Monday, November 1, 2010

#537: The Magician

(Ingmar Bergman, 1958)

The Bergman film to receive the Criterion treatment most recently, The Magician is also one of the more unusual films in the director's entries. For starters, there's a happy ending, something that happened occasionally, as with the comedy Smiles of a Summer Night, but with very few of the director's films that are so directly tied into his core themes, as The Magician certainly is. Furthermore, moments of The Magician play out more like Corridors of Blood than The Seventh Seal. There are hands reaching out from the darkness, solemn discussions of the unknown (magic, not God... or are they one and the same to Bergman?), and criminals with a mysterious past in disguises.

The magician of the title is played (masterfully as always) by Max Von Sydow as Bergman's representative artist, facing off against the scientist. The showdown between the two (with a bit of the law thrown in) is a fascinating give and take between the two perspectives, and the final development, in which the king calls on the magician to perform for him, seems to imply that art will always win out, not because people believe despite all evidence but because they want to believe. This is what ties The Magician so strongly into the overall themes of Bergman's films, and it's what (along with the mere fact that Bergman made the movie) elevates it beyond its humble roots as a house of mirrors. I don't think the film can compare with Bergman's great films (like the one I watched after this one, Through the Glass Darkly) but standing on its own, it's a fine, entertaining investigation into our inability to ignore our own doubts about our reality and our reluctance to change it.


◆ WHAT TO PRODUCE
Show only those lines of the entries where the string "Privacy" is found.

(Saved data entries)
========================================================================

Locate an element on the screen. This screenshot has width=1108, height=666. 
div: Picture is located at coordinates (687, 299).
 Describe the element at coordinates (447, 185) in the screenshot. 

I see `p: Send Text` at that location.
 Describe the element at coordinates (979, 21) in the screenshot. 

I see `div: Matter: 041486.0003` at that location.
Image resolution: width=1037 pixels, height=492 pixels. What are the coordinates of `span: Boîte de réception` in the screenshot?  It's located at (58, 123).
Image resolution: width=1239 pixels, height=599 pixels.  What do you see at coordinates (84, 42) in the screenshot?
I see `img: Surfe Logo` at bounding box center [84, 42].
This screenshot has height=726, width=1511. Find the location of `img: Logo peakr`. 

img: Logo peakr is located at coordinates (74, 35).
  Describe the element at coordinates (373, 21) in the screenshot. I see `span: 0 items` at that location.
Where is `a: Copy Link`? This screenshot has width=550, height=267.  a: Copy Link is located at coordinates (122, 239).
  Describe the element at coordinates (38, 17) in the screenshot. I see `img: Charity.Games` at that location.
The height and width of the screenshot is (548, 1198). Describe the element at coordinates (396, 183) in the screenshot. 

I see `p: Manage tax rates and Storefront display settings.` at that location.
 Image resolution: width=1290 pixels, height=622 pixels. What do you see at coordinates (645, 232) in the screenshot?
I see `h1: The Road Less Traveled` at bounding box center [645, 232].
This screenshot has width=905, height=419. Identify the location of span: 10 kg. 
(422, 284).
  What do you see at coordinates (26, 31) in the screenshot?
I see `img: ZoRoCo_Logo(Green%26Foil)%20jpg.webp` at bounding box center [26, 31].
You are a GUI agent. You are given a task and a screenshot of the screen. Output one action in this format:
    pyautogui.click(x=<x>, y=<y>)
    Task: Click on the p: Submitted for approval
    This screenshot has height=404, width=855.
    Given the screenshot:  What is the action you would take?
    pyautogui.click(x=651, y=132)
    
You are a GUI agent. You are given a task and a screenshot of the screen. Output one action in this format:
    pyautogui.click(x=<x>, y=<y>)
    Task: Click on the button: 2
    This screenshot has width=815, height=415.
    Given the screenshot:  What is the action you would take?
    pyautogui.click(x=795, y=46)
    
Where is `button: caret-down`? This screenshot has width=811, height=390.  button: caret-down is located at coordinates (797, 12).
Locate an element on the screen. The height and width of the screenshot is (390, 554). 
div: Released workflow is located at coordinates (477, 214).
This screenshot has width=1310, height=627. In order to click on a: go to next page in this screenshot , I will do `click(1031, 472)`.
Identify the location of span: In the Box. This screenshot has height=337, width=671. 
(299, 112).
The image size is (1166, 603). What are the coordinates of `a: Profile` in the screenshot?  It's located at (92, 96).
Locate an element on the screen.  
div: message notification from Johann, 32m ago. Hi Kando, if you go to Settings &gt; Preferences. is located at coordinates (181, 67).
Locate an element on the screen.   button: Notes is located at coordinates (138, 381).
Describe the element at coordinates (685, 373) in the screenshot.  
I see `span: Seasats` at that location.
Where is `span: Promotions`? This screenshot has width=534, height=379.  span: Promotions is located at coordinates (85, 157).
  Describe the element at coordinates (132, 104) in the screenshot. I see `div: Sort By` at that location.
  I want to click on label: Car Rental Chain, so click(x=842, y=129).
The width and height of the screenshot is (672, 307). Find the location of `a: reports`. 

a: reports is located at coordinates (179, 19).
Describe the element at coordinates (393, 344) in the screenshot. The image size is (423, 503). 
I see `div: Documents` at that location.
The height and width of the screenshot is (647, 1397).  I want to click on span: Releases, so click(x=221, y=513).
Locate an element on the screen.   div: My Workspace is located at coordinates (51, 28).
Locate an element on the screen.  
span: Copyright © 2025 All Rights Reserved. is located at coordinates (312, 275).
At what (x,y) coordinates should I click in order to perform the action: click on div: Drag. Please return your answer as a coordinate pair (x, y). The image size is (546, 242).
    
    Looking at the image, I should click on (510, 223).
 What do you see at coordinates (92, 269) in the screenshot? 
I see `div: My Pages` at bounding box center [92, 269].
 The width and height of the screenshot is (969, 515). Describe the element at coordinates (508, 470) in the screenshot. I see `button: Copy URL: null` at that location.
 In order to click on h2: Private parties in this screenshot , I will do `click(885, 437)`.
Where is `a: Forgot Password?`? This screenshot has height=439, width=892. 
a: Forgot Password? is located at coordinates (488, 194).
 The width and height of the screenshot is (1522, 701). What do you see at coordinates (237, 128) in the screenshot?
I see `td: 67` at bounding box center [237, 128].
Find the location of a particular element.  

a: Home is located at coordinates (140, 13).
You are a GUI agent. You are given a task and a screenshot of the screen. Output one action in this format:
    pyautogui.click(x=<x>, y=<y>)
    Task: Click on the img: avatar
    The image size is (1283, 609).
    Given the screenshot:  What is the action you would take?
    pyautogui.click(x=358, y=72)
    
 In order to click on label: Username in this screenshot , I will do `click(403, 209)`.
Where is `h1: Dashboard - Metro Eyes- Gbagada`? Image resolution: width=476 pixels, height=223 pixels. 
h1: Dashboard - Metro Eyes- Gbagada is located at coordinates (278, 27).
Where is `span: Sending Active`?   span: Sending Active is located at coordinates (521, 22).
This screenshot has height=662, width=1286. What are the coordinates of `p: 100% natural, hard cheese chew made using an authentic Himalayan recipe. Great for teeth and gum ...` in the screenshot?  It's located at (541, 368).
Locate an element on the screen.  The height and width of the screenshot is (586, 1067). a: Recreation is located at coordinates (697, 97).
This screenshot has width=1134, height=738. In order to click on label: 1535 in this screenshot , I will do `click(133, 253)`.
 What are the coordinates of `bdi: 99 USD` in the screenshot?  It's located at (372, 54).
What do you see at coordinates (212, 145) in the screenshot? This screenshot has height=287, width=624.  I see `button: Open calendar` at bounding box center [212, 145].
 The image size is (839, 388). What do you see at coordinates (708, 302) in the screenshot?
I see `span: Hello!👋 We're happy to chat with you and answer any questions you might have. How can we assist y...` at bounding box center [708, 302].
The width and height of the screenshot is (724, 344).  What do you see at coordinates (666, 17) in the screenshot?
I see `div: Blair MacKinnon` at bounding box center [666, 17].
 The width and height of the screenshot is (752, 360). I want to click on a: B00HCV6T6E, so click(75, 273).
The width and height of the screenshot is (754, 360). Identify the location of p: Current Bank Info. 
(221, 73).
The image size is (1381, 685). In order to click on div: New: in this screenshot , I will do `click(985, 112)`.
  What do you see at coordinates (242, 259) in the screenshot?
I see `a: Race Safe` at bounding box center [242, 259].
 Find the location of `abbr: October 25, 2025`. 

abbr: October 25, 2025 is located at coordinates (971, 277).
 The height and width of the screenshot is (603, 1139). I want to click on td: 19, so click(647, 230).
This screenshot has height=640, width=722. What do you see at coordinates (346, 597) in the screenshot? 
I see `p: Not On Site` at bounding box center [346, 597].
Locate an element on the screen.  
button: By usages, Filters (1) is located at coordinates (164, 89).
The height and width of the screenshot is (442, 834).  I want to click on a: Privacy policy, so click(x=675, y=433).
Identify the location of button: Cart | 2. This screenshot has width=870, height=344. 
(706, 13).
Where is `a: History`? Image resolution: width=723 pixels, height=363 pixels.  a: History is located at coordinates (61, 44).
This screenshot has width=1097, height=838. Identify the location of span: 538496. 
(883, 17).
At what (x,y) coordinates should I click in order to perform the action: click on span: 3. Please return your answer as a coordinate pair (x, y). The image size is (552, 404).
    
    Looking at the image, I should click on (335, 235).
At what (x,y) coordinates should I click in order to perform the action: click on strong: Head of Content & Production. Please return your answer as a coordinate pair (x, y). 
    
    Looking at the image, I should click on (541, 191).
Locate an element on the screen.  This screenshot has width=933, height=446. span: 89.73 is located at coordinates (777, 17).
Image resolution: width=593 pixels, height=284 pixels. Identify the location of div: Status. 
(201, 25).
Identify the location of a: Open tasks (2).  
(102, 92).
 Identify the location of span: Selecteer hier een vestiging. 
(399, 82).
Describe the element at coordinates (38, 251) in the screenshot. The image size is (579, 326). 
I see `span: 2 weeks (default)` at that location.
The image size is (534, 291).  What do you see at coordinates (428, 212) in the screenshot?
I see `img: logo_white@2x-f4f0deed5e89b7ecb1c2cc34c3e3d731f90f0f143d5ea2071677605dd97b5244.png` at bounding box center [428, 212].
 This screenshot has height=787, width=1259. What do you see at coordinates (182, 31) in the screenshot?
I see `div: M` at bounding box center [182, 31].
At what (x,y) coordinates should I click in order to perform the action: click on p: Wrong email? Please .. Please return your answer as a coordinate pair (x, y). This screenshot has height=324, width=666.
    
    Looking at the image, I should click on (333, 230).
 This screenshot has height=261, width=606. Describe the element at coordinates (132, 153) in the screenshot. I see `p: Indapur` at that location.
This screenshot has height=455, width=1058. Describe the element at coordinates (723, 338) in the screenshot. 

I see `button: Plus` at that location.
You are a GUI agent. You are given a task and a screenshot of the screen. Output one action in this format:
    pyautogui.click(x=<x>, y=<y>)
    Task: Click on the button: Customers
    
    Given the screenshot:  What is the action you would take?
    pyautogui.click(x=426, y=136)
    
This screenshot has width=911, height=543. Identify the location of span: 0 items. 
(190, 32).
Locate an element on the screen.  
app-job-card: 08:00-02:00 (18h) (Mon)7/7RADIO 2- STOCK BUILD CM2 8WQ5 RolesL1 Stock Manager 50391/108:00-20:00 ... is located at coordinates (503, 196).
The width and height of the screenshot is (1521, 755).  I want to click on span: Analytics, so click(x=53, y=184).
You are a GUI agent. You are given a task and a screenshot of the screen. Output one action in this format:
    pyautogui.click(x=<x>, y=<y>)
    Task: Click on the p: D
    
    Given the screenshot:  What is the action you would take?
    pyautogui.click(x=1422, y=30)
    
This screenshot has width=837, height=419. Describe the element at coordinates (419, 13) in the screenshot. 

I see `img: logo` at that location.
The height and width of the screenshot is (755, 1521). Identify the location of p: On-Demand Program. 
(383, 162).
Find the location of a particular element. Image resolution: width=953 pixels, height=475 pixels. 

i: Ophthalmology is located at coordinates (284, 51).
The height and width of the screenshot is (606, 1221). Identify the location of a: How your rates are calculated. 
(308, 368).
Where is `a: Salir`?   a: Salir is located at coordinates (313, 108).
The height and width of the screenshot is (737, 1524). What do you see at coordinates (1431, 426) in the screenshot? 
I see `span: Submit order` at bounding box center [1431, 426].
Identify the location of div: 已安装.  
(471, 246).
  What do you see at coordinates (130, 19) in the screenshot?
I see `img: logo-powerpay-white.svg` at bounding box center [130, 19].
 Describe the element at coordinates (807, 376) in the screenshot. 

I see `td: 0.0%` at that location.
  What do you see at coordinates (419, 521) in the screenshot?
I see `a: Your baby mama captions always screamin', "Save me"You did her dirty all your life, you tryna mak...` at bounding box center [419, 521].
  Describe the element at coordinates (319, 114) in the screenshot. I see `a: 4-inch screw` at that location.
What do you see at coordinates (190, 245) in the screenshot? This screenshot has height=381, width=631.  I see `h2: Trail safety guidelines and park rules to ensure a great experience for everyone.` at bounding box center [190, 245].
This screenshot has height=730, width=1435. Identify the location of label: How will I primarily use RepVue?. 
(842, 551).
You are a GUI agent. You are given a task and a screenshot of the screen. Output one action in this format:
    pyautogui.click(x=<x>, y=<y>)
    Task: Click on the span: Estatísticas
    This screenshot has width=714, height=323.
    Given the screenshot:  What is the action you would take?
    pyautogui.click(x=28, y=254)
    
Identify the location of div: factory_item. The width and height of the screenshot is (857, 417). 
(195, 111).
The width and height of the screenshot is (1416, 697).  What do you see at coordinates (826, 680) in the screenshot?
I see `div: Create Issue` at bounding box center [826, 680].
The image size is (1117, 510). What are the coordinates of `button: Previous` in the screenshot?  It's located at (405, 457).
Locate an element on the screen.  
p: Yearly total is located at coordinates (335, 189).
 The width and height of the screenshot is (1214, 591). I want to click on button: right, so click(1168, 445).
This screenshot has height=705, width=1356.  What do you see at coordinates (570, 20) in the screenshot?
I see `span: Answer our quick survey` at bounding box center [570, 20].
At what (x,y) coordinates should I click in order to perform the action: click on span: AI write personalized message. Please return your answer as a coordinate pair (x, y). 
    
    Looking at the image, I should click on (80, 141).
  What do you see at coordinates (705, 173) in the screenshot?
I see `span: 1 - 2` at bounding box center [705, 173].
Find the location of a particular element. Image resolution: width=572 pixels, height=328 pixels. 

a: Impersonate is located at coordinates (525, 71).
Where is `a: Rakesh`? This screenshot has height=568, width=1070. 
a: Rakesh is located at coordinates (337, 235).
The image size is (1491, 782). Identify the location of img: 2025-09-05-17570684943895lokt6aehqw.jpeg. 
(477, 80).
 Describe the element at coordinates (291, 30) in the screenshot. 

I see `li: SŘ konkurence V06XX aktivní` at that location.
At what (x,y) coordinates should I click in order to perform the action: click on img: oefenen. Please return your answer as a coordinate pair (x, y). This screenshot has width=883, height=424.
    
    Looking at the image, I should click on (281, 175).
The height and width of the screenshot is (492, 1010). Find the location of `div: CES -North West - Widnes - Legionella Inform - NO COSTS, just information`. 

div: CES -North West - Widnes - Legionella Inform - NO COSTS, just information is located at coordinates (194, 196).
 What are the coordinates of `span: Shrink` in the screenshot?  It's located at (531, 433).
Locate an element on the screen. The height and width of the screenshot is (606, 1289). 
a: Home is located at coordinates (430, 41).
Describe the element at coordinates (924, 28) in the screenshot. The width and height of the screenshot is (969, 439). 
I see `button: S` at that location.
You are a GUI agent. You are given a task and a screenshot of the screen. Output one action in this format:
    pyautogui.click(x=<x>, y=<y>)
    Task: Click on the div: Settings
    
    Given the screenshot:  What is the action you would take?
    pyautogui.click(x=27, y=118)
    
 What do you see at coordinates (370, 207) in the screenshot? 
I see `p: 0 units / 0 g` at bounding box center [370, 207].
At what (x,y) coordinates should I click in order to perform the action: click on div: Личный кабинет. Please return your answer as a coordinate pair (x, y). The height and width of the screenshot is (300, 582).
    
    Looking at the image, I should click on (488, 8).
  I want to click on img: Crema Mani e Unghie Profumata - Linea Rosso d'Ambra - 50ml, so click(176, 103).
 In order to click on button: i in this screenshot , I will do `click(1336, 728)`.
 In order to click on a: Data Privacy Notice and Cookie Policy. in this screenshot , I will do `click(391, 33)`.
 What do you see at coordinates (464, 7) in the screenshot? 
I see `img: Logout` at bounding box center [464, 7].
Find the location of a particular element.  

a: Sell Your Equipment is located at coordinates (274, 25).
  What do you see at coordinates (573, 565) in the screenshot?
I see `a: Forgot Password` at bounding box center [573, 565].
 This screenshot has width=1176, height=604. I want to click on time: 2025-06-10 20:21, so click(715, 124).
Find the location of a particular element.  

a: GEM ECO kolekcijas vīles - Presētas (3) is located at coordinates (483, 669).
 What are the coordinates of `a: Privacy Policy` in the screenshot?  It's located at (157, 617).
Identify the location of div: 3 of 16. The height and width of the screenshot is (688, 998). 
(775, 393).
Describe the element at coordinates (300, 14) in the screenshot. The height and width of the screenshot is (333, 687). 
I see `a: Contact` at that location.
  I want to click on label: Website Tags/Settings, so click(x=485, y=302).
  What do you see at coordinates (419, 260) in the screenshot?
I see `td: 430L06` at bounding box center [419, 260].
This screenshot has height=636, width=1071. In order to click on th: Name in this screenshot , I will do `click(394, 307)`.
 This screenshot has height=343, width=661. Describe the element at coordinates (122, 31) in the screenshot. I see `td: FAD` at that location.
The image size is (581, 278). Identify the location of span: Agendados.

========================================================================

◆ ANSWER BOX
The height and width of the screenshot is (442, 834).  I want to click on a: Privacy policy, so click(x=675, y=433).
 In order to click on a: Data Privacy Notice and Cookie Policy. in this screenshot , I will do `click(391, 33)`.
 What are the coordinates of `a: Privacy Policy` in the screenshot?  It's located at (157, 617).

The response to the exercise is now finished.